The girl that 'did' Kilmore, by the way, was so in love with him that she asked the 'Don't worry, my wife is entirely on your side.' good Captain if she could take him on holi- day with her. He was, not surprisingly, amazed at the request and asked her, 'How are you going to look after him and feed him?' She replied, 'Oh, I know of a good hotel in Bournemouth that has a lawn. He could graze there and I could watch him from my bedroom window.'
A naive but good girl she was and she loved the Captain. He was a tremendous chap, Price, but he once said one of the most conceited things I have heard a man say. I congratulated him one day on a cer- tain training feat and he said, 'Yes, when they made me they broke the mould.' Remembering him now they probably did in some ways.
And thinking of Price and the lately departed Fulke Walwyn on Grand National day I can't help wondering where have all the 'characters' gone? I remember the National in which Doug Marks ran Boom Docker, a goodish handicapper but no more. When to Doug's amazement Boom Docker was leading the field at Becher's Brook on the second circuit he turned to the owner and said with a very straight face, 'I must remember to feed that horse in future.' The owner must have been a lit- tle daft because he thought that Doug was being serious. You can tell an owner what you think about his wife or children but the horses are sacred.

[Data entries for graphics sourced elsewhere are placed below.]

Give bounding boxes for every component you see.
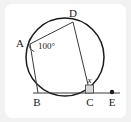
label-D: D xyxy=(69,7,77,19)
point-marker-E xyxy=(110,90,114,94)
label-angle-100: 100° xyxy=(38,41,56,51)
geometry-figure: A B C D E 100° x xyxy=(0,0,131,122)
label-C: C xyxy=(86,96,93,108)
label-B: B xyxy=(33,96,40,108)
label-E: E xyxy=(109,96,116,108)
label-angle-x: x xyxy=(87,75,92,85)
label-A: A xyxy=(16,37,24,49)
geometry-canvas: A B C D E 100° x xyxy=(0,0,131,122)
circumcircle xyxy=(26,18,104,96)
right-angle-square-C xyxy=(86,85,94,93)
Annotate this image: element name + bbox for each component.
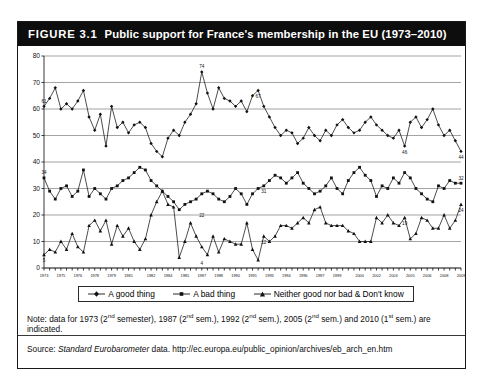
- data-point-marker: [87, 115, 90, 118]
- data-point-marker: [76, 190, 79, 193]
- data-point-marker: [223, 97, 226, 100]
- data-point-marker: [454, 182, 457, 185]
- legend-marker-diamond-icon: [88, 290, 105, 298]
- data-point-marker: [76, 245, 80, 248]
- data-point-marker: [167, 195, 170, 198]
- figure-title-text: Public support for France's membership i…: [105, 28, 447, 40]
- data-point-marker: [70, 232, 74, 235]
- data-point-label: 24: [458, 208, 464, 213]
- x-tick-label: 2009: [457, 273, 465, 278]
- data-point-marker: [195, 198, 198, 201]
- data-point-marker: [262, 184, 265, 187]
- data-point-marker: [285, 182, 288, 185]
- data-point-marker: [409, 177, 412, 180]
- data-point-marker: [88, 195, 91, 198]
- data-point-marker: [71, 195, 74, 198]
- data-point-marker: [403, 171, 406, 174]
- y-tick-label: 50: [33, 132, 41, 139]
- data-point-marker: [330, 177, 333, 180]
- data-point-marker: [251, 248, 255, 251]
- data-point-label: 32: [458, 176, 464, 181]
- data-point-marker: [313, 192, 316, 195]
- data-point-marker: [110, 187, 113, 190]
- data-point-marker: [341, 192, 344, 195]
- x-tick-label: 2002: [372, 273, 381, 278]
- data-point-marker: [138, 166, 141, 169]
- data-point-marker: [217, 250, 221, 253]
- x-tick-label: 1997: [316, 273, 325, 278]
- data-point-marker: [127, 226, 131, 229]
- data-point-marker: [116, 184, 119, 187]
- data-point-marker: [155, 200, 159, 203]
- data-point-marker: [262, 105, 265, 108]
- data-point-marker: [200, 192, 203, 195]
- x-tick-label: 1982: [147, 273, 156, 278]
- data-point-marker: [245, 221, 249, 224]
- data-point-marker: [189, 200, 192, 203]
- data-point-marker: [279, 177, 282, 180]
- x-tick-label: 1975: [57, 273, 66, 278]
- data-point-marker: [133, 171, 136, 174]
- data-point-marker: [358, 166, 361, 169]
- data-point-marker: [48, 190, 51, 193]
- x-tick-label: 1993: [265, 273, 274, 278]
- data-point-marker: [200, 70, 203, 73]
- data-point-marker: [403, 144, 406, 147]
- x-tick-label: 2000: [355, 273, 364, 278]
- y-tick-label: 60: [33, 105, 41, 112]
- data-point-marker: [183, 203, 186, 206]
- data-point-marker: [454, 218, 458, 221]
- data-point-marker: [144, 169, 147, 172]
- source-url[interactable]: http://ec.europa.eu/public_opinion/archi…: [172, 344, 392, 354]
- data-point-marker: [336, 187, 339, 190]
- data-point-marker: [431, 200, 434, 203]
- line-chart: 0102030405060708019731975197619781979198…: [18, 46, 465, 308]
- y-tick-label: 30: [33, 185, 41, 192]
- x-tick-label: 1984: [164, 273, 173, 278]
- legend-item-neither: Neither good nor bad & Don't know: [254, 289, 404, 299]
- data-point-marker: [217, 198, 220, 201]
- data-point-label: 4: [201, 261, 204, 266]
- chart-plot-area: 0102030405060708019731975197619781979198…: [18, 46, 465, 308]
- y-tick-label: 70: [33, 79, 41, 86]
- data-point-marker: [240, 192, 243, 195]
- data-point-marker: [273, 234, 277, 237]
- data-point-marker: [318, 205, 322, 208]
- data-point-marker: [104, 144, 107, 147]
- data-point-marker: [211, 234, 215, 237]
- data-point-label: 34: [41, 170, 47, 175]
- data-point-marker: [144, 237, 148, 240]
- data-point-marker: [324, 221, 328, 224]
- data-point-marker: [60, 187, 63, 190]
- data-point-marker: [212, 192, 215, 195]
- data-point-marker: [454, 139, 457, 142]
- figure-note: Note: data for 1973 (2nd semester), 1987…: [27, 311, 459, 335]
- data-point-marker: [369, 179, 372, 182]
- data-point-label: 67: [256, 94, 262, 99]
- data-point-marker: [189, 221, 193, 224]
- x-tick-label: 1976: [73, 273, 82, 278]
- data-point-label: 46: [402, 150, 408, 155]
- x-tick-label: 1981: [124, 273, 133, 278]
- data-point-marker: [245, 203, 248, 206]
- source-publication: Standard Eurobarometer: [58, 344, 149, 354]
- data-point-marker: [200, 245, 204, 248]
- source-label: Source:: [27, 344, 56, 354]
- data-point-marker: [364, 174, 367, 177]
- chart-legend: A good thing A bad thing Neither good no…: [78, 286, 414, 302]
- data-point-marker: [110, 242, 114, 245]
- legend-item-good: A good thing: [88, 289, 155, 299]
- figure-container: FIGURE 3.1Public support for France's me…: [0, 0, 483, 387]
- data-point-marker: [93, 218, 97, 221]
- data-point-label: 12: [261, 240, 267, 245]
- x-tick-label: 1999: [333, 273, 342, 278]
- data-point-marker: [256, 258, 260, 261]
- data-point-marker: [426, 198, 429, 201]
- data-point-marker: [178, 208, 181, 211]
- data-point-marker: [347, 179, 350, 182]
- data-point-marker: [459, 150, 462, 153]
- figure-divider: [18, 335, 465, 336]
- data-point-label: 22: [199, 213, 205, 218]
- data-point-marker: [245, 110, 248, 113]
- x-tick-label: 1973: [40, 273, 49, 278]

Three years ago I won exactly £1,000 on the race and the National has always been a good betting race for me ever since the days of Russian Heron. I even backed Ayala who won at 66-1. That broke the pub bookmaker. But unless the eyes make an extremely rapid improvement it will only be what they call an 'interest' bet this year. All you need is to find a horse that can jump a bit and stay. Sounds easy, doesn't it? Thank God the flat is now with us and beginning to really warm up. I need another Saumarez or Dancing Brave. Everyone does.